The design question: how might one app let learners practice, find native-speaker connections, and access the tools they actually use — without switching contexts?

Research

15 Interviews
3 Competitors analyzed
27 Survey responses

To understand what language learners actually needed, I conducted interviews with fifteen people: contacts made during the 2019 Brazil trip, Brazilian drivers I worked with at Uber who came in for app assistance, and English speakers learning Portuguese from the Bay Area and Southern California. I ran surveys to compare the experience of the three learner types I kept encountering: Lusophones (Portuguese speakers learning English), Anglophones (English speakers learning Portuguese), and Hispanophones (Spanish speakers navigating the overlap between Spanish and Portuguese). I also analyzed three dominant apps — Duolingo, Google Translate, and Anki — to understand what users loved, what frustrated them, and what was missing entirely.

The strongest finding from interviews: difficulty understanding native speakers was the most common pain point, cited by 40% of participants. The least common issue was lack of access to native speakers — meaning people knew connections existed but couldn't organize the experience around them. Sixty percent of learners wanted to learn specifically to travel and explore other cultures. Among Brazilian participants, 92% said they wanted to travel abroad and identified English competency as the barrier.

Difficulties Learning a New Language

The competitive analysis focused on three apps that came up repeatedly in interviews: Duolingo, Google Translate, and Anki. The goal was not to benchmark features abstractly but to understand what the existing market had already proven people wanted — and where it consistently fell short. Duolingo was the most cited, chosen for its status as the most-downloaded language app and its range of teaching methods. Google Translate and Anki represented the two other dominant patterns: instant lookup and spaced repetition.

Duolingo

Pros

  • Gamified and engaging
  • Free tier, widely available
  • Structured lesson paths

Cons

  • Brazilian Portuguese underdeveloped
  • No real conversation practice
  • Repetitive drills lose context

Google Translate

Pros

  • Instant, always-available translation
  • Voice input and camera modes
  • Works offline

Cons

  • No learning scaffolding
  • No retention or review tools
  • Context-free output

Anki

Pros

  • Powerful spaced repetition
  • Highly customizable
  • Large community deck library

Cons

  • Steep learning curve
  • No built-in content
  • No social or conversation features

Apps mentioned by interviewees — analyzed for feature gaps, user reviews, and teaching patterns.
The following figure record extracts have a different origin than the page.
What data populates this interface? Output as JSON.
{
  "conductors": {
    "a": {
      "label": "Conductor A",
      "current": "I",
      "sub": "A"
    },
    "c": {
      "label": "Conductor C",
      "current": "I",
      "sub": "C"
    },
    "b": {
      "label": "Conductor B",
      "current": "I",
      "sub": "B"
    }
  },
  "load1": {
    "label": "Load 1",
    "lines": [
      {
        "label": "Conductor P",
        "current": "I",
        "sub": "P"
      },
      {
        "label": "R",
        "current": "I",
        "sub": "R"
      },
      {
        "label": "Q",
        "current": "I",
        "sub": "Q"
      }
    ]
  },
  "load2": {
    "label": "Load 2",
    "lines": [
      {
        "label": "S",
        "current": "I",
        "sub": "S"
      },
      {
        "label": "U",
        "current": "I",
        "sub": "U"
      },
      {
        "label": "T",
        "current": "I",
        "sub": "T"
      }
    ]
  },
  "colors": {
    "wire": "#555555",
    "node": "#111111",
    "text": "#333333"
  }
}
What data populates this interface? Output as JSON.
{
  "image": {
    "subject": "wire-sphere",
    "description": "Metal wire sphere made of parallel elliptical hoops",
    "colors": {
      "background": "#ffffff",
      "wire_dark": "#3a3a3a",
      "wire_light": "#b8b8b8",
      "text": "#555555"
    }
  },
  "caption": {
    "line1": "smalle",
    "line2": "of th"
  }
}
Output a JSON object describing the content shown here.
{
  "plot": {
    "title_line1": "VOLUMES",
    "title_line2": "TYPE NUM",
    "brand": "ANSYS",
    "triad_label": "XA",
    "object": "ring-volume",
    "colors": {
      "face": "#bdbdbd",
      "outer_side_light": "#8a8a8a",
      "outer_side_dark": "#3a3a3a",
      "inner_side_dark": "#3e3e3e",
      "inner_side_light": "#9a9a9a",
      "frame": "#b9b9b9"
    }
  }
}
Three learner archetypes emerged consistently across interviews and surveys. Rather than collapsing them into a single persona, I kept them distinct — the goals and frustrations of a Lusophone learning English are meaningfully different from those of an Anglophone learning Portuguese or a Hispanophone navigating the overlap between Spanish and Brazilian Portuguese.

Everton Silva

Everton Silva

Lusophone — Learning English

Goals

  • Talk to customers at work
  • Travel to the U.S.

Pain Points

  • Can't organize books, podcasts, and resources
  • Gets bored easily when studying
Jackie Wagner

Jackie Wagner

Anglophone — Learning Portuguese

Goals

  • Teach English in Brazil
  • Travel to Rio

Pain Points

  • Doesn't know where to start
  • Can't find interesting Portuguese content
John Guzman

John Guzman

Hispanophone — Learning Portuguese

Goals

  • Guide study abroad students
  • Grow side business in São Paulo

Pain Points

  • Mixes Spanish into Portuguese without realizing it
  • Apps feel too complicated

Ideation

The research told me who I was designing for, what they needed, and why. The design process moved through four stages: sketch, user flow, wireframe, UI.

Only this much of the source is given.